Meet the Other Phone. Child-safe in minutes.

Meet the Other Phone.
Child-safe in minutes.

Buy now

Please or to access all these features

Chat

Join the discussion and chat with other Mumsnetters about everyday life, relationships and parenting.

If you had a cancer diagnosis in the 1980s, was it discussed openly or hushed up?

5 replies

SilverClock19 · 04/09/2022 20:06

Name changed for this as I have family on mumsnet and I don't want them to know I've posted.

I'm trying to make sense of a situation from my childhood that I'm having difficulty processing. As a child in the 1980s, one of my parents died from cancer, they were quite young and it was devastating. I've recently found out that from the time of their diagnosis (terminal) they swore my other parent to secrecy, and my other parent kept that secret. Therefore their death came as a bit of a shock to everyone, not mention it put my surviving parent under tremendous strain. They were also adamant that after they died, no one was to know what they'd died from. I don't know why, but this information has really knocked me for six and I'm trying to make sense of it. All I can really come up with is that cancer wasn't talked about in the 80s the way it is now, and that caused shame and fear? I'd really welcome perspectives from anyone who's been through similar as for some reason I'm finding this difficult to process.

OP posts:
lljkk · 04/09/2022 20:20

My dad was close to his step-dad; step-grand-dad was about 59yo when diagnosed with multiple cancers in about 1981. I was 12 or 13. The whole family rallied round to support him & my grandmother. My very young cousins spent a lot of time trying to keep his spirits up. No shame or secrets. sorry. I think your parent did something weird there.

My mother (b. 1940) was terrified of dying with cancer, I think there was a strong fear of it in her generation. I don't think MN is typical in the way people react here. Shock yes but not the kind of obessiveness I read on MN where people only perceive one possible diagnosis (cancer) for every health question (and only one possible outcome from a cancer diagnosis). So it was a different disease with different prospects in past, but not shameful.

My foster sister's mother died with/of brain tumour in 1971; it was just a sad fact, not something secretive or shameful.

latesummervibes · 04/09/2022 20:26

exactly the same thing happened to me
in the early eighties. Dad died of cancer. Mum kept it secret. We were all
kids. He was dying and they both knew it, but us kids (aged 12 down) didn't have a clue it was cancer or that he was going to die. Massive shock. Even though I'm now half a century old, it still affects me. Lies are never a good thing.

SilverClock19 · 04/09/2022 21:08

Thanks both of you for your replies. It sounds like @latesummervibes experience is more like mine. I'm not sure why I'm so unsettled by all of this...I think it's perhaps that I'm angry at the situation my remaining parent was put in, but there's no one for me to be angry at/ask them why there was the need for such secrecy.

OP posts:
MargaretThursday · 04/09/2022 21:12

I think death in general wasn't talked about.
Mid 80s my Gran was ill and the doctors told my dad they didn't expect her to live 6 months, because they couldn't find out what was wrong and it was effecting her heart in a way they couldn't stop.

All we knew as children (I was 10yo, the middle of 3) was we had to go and visit her in hospital every weekend. As it was 200 miles away this was quite a harsh weekend for us.
But we weren't told she was likely, or even it was a possibility that she might die.

In the event they found the issue after about 4 months and solved it very quickly after that. It was only about 7 or 8 years later that I discovered that they hadn't expected her to survive.

I don't think cancer was talked much about at all. I now know people who did have cancer in the 80s and all I knew was they disappeared from life, either to return to quiet voices saying "you know, they've been very ill" or didn't return. At the time cancer wasn't mentioned at all.

SilverClock19 · 05/09/2022 20:31

Thanks @MargaretThursday and that sounds tough with regard to what happened with your gran. I think you're right in that people just didn't talk about death/dying as much.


Work request: Write out each line of the entries below that holds the word "boxes".

[Data entries for graphics]
________________________________________

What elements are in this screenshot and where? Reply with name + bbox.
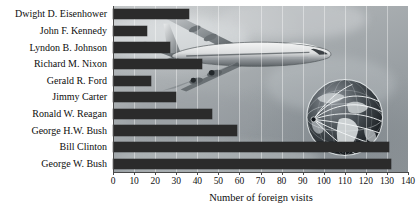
bar	[113, 159, 391, 169]
category-label: George W. Bush	[41, 159, 107, 169]
x-axis-tick	[218, 172, 219, 175]
x-axis-tick	[387, 172, 388, 175]
bar	[113, 76, 151, 86]
bar	[113, 109, 212, 119]
x-axis-tick-label: 30	[172, 176, 181, 186]
y-axis-category-labels: Dwight D. EisenhowerJohn F. KennedyLyndo…	[0, 6, 110, 172]
x-axis-tick-label: 40	[193, 176, 202, 186]
x-axis-tick-labels: 0102030405060708090100110120130140	[0, 176, 418, 190]
category-label: Bill Clinton	[59, 142, 107, 152]
bar	[113, 26, 147, 36]
bar	[113, 125, 237, 135]
category-label: Jimmy Carter	[52, 92, 107, 102]
x-axis-tick-label: 20	[150, 176, 159, 186]
x-axis-tick-label: 60	[235, 176, 244, 186]
x-axis-tick	[176, 172, 177, 175]
category-label: Lyndon B. Johnson	[29, 43, 107, 53]
x-axis-tick-label: 90	[298, 176, 307, 186]
plot-area	[113, 6, 408, 172]
x-axis-tick-label: 110	[338, 176, 352, 186]
bar	[113, 59, 202, 69]
x-axis-tick	[324, 172, 325, 175]
x-axis-tick	[134, 172, 135, 175]
x-axis-tick-label: 130	[380, 176, 394, 186]
bar	[113, 9, 189, 19]
x-axis-tick	[113, 172, 114, 175]
bar-chart: 0102030405060708090100110120130140 Dwigh…	[0, 0, 418, 219]
x-axis-tick-label: 50	[214, 176, 223, 186]
category-label: Gerald R. Ford	[47, 76, 107, 86]
x-axis-tick-label: 80	[277, 176, 286, 186]
category-label: Richard M. Nixon	[34, 59, 107, 69]
x-axis-tick-label: 140	[401, 176, 415, 186]
y-axis-line	[113, 6, 114, 173]
x-axis-tick	[155, 172, 156, 175]
x-axis-tick-label: 120	[359, 176, 373, 186]
x-axis-tick	[303, 172, 304, 175]
x-axis-tick	[345, 172, 346, 175]
x-axis-tick-label: 10	[129, 176, 138, 186]
x-axis-title: Number of foreign visits	[113, 192, 409, 203]
x-axis-tick	[261, 172, 262, 175]
x-axis-tick	[239, 172, 240, 175]
x-axis-tick-label: 70	[256, 176, 265, 186]
category-label: George H.W. Bush	[31, 126, 107, 136]
x-axis-tick	[366, 172, 367, 175]
category-label: Ronald W. Reagan	[32, 109, 107, 119]
x-axis-tick-label: 0	[111, 176, 116, 186]
x-axis-tick-label: 100	[317, 176, 331, 186]
x-axis-tick	[282, 172, 283, 175]
category-label: John F. Kennedy	[40, 26, 107, 36]
category-label: Dwight D. Eisenhower	[15, 9, 107, 19]
bar-series	[113, 6, 408, 172]
bar	[113, 92, 176, 102]
bar	[113, 42, 170, 52]
x-axis-tick	[197, 172, 198, 175]
bar	[113, 142, 389, 152]
x-axis-tick	[408, 172, 409, 175]
gridline	[408, 6, 409, 172]
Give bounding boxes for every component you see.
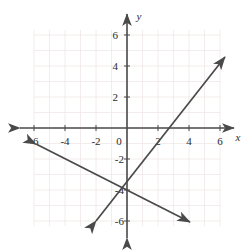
y-tick-label: 4 — [113, 60, 119, 72]
x-tick-label: -4 — [60, 135, 70, 147]
graph-figure: -6 -4 -2 0 2 4 6 6 4 2 -2 -4 -6 x y — [0, 0, 250, 251]
coordinate-plane: -6 -4 -2 0 2 4 6 6 4 2 -2 -4 -6 x y — [0, 0, 250, 251]
x-tick-label: -2 — [91, 135, 100, 147]
y-tick-label: -2 — [115, 153, 124, 165]
y-axis-label: y — [136, 10, 142, 22]
axes — [20, 14, 234, 238]
data-line-2 — [36, 144, 190, 222]
x-tick-label: 4 — [186, 135, 192, 147]
x-tick-label: 6 — [217, 135, 223, 147]
y-tick-label: 6 — [113, 29, 119, 41]
y-tick-label: 2 — [113, 91, 119, 103]
y-tick-label: -6 — [115, 215, 125, 227]
x-axis-label: x — [235, 131, 241, 143]
x-tick-label-origin: 0 — [116, 135, 122, 147]
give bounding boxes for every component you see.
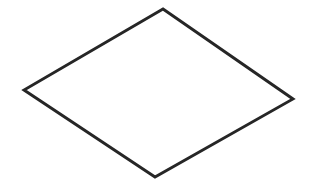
canvas-background (0, 0, 314, 183)
shape-canvas-svg (0, 0, 314, 183)
drawing-canvas[interactable] (0, 0, 314, 183)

________________________________________

Exercise response:
Give bounding boxes for every component you see.
give bounding boxes for every component you see.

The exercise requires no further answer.